LuLaRoe describes its multi-level marketing business as, “a place where lives are being blessed and dreams achieved through love, purpose, confidence, trust, and growth.” But many of their independent retailers say the brand has only helped them achieve a mountain of debt.

After months of criticism from sellers, many of them moms running their own business by selling the clothing line through Facebook, there’s now a $1 billion LulaRoe lawsuit that claims the company is running a pyramid scheme.

The suit alleges that the Corona, Calif.-based brand encouraged sellers to run up credit card debt and even sell breast milk in order to buy more merchandise that it knew they wouldn’t be able to sell.

LuLaRoe Lawsuits

Though this $1 billion LulaRoe lawsuit is the largest to be filed so far, it’s just the latest in a line of legal dealings with customers and consultants.

In February, a lawsuit in Pennsylvania alleged the company collected sales tax from customers in states that actually don’t have a sales tax. In March, after concerns about the quality of the brand’s apparel resulted in thousands of complaints on its Facebook and Twitter pages and inquiries with various municipal business bureaus, two LuLaRoe customers in California filed a class action lawsuit over the damaged goods.

In May, the company changed their return policy for damaged merchandise, causing some consultants to lose money.

The latest lawsuit, filed on October 23, claims the company convinced consultants to go into debt by falsely portraying LuLaRoe sales as a way to earn full-time pay while doing part-time work.

How Does LuLaRoe Work?

LulaRoe, founded in 2012, is a multi-level marketing business — like Amway, Herbalife, or Avon — that has seen rapid growth over the last few years.

The company sells its clothing line — modestly cut dresses, tops, skirts, and wildly popular leggings in a variety of prints — through independent “consultants” who often pay around $6,000 to get started. Then each consultant operates as an individual business owner, managing their own inventory and sales.

There have been reports that LuLaRoe has started taking a long time to get inventory to new representatives. Some sellers told Racked that they know women who have waited as long as three months after paying the initial $6,000 to receive clothing they could sell.

Consultants mostly sell goods through their social media network, auctioning off pieces in Facebook groups, or through Tupperware-style parties.

Team leaders offer advice to consultants and, in exchange, some percentage of their team’s sales trickle up to them.

LuLaRoe Founders

DeAnne Stidham says she founded the company with a vision of providing some economic freedom to women who want to support their families, naming LuLaRoe after her three grandchildren.

CEO Mark Stidham, the husband of founder DeAnne, rarely seems too concerned about the representatives or various allegations against the company.

In an internal email to representatives in April regarding the damaged merchandise he wrote, “The time and effort it takes to collect, send in and receive your refund could be invested in finding different ways to strengthen your business and develop ideas on how to sell your damaged items.”

Racked reported about consultant complaints in May, finding that the CEO’s response to the company’s representatives continued to be condescending following a wave of complaints about products and policies.

“No, you’re stale.
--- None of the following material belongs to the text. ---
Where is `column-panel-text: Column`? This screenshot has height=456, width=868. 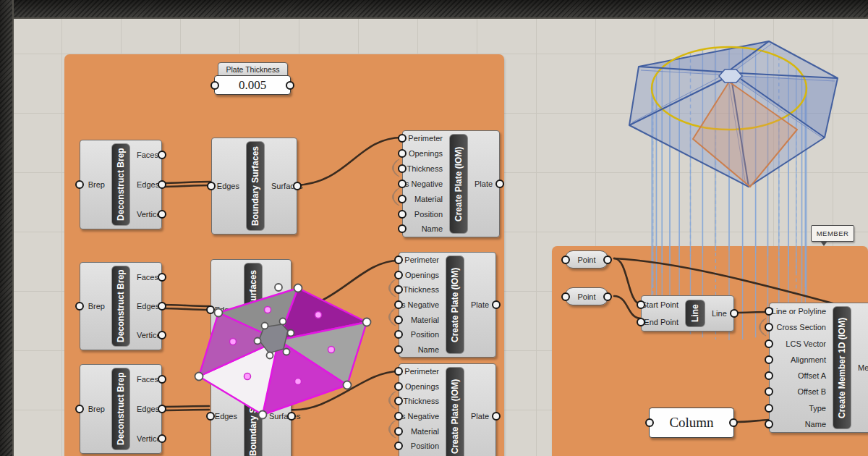
column-panel-text: Column is located at coordinates (692, 423).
Your customers are stale. Get out and find new customers. If you bring a new customer in, then your inventory isn’t stale. The problem is, you try to sell to the same group of people day after day after day,” he said in a now-deleted video of LuLaRoe’s weekly webinar broadcast to its 80,000 consultants.
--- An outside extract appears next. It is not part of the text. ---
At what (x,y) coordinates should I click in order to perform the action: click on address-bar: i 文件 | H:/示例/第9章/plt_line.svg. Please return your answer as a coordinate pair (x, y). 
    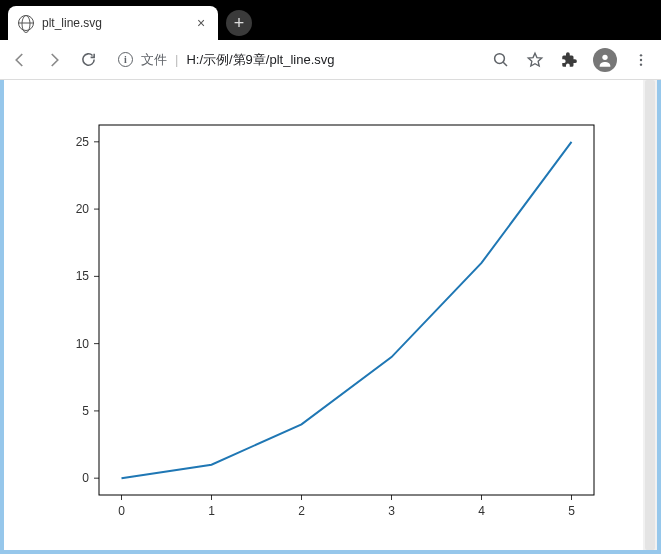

Is LuLaRoe a pyramid scheme?

Russell Winer, a marketing professor at New York University’s Stern School of Business, told CBS that the company is not a pyramid scheme if products are actually being sold to customers.

The LuLaRoe business model does make it very difficult for lower-tier consultants to make any money, though.

A study of multi-level marketing schemes by the Federal Trade Commission found that 99% of people who join these type of companies lose money. Herbalife, which runs on a business model similar to LuLaRoe’s, has been struggling to make money after the FTC ordered the company to clean up its act.

LuLaRoe tells new representatives they should expect to invest between $5,000 and $7,500 in inventory. But internal data the company shared with CBS MoneyWatch in February shows that more than 70% of consultants sold less than $5,000 worth of retail goods during that month. Less than 5% of the company’s representatives reported more than $10,000 in sales.

LuLaRoe denies the claims and says it will vigorously defend against the allegations.